Pakistan’s three-way power struggle: a dispute with much at stake

By Editorial Board, Thursday, January 26, 5:37 AM

THE CRISIS IN U.S. relations with Pakistan has been overtaken, in Pakistan itself, by a power struggle among three competing authorities: the civilian government, the military and the judiciary. Its outcome could determine whether Pakistan will seek to repair its alliance with the United States or become a more open adversary in Afghanistan and elsewhere. Not coincidentally, it will also show whether the country’s powerful military and intelligence service can be checked by civil institutions.
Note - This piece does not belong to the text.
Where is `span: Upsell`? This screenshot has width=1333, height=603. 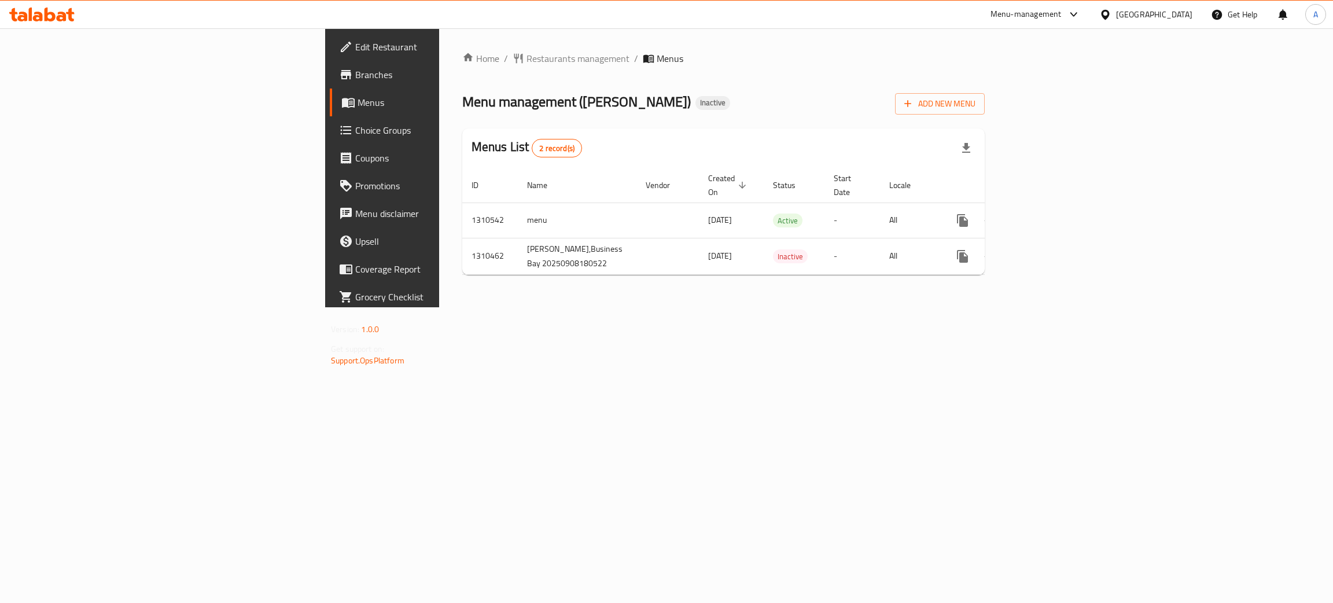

Though history would suggest that the generals are bound to win, so far the result has been a stalemate.

At the center of the furor is Pakistan’s former ambassador to Washington, Husain Haqqani, a highly capable representative of the government of President Asif Ali Zardari and a longtime advocate of democracy and civilian rule. Mr. Haqqani was forced to resign his post in November and now is under investigation by Pakistan’s Supreme Court. A Pakistani businessman claimed that Mr. Haqqani helped craft an appeal to the Obama administration to protect the civilian government from a possible military coup; this is being treated as an act of treason. Mr. Haqqani, who denies the story, has taken refuge in the home of Prime Minister Yousuf Raza Gilani. He has good reason to fear he will be targeted for assassination, like other liberal politicians slain in the last year.


Besides the military and Mr. Zardari’s government, the third party to the dispute is the court, which seems to have embraced the generals’ cause of ousting the civilian government. Chief Justice Iftikhar Mohammed Chaudhry has had outsize political ambitions ever since he helped depose former president Pervez Musharraf. He has sought since 2009 to prosecute Mr. Zardari for corruption, even though he enjoys immunity as president. In addition to investigating Mr. Haqqani, the court is threatening to hold Mr. Gilani in contempt for failing to ask Switzerland to reopen a financial investigation of Mr. Zardari.

The good news in this complex struggle is that the case against Mr. Haqqani appears to be crumbling — as it should be — for lack of evidence. Mr. Gilani has pushed back against the military, by firing the defense secretary. And Mr. Chaudhry’s overweening actions have divided a legal community that once supported him overwhelmingly. With luck, Mr. Zardari’s government will survive until an election in March for the upper house of parliament, which the ruling party is likely to win; that could provide more leverage against the generals.

The Obama administration has been outwardly supportive of Pakistan’s civilian government but has often bypassed it, dealing directly with the chiefs of the army and intelligence agency on matters such as Afghanistan. While there is a certain pragmatic logic to this, what the past two years have demonstrated — again — is that an enduring partnership between Pakistan and the United States will be possible only if moderate civilians establish control over the military and dismantle its toxic nationalist agenda, which is founded on enmity toward India and rejects an independent and stable Afghanistan. There may not be much the Obama administration can do to tip the ongoing power struggle in Islamabad, and any overt attempt to intervene would probably backfire. But the administration should be hoping that Mr. Haqqani’s side wins — or at least survives.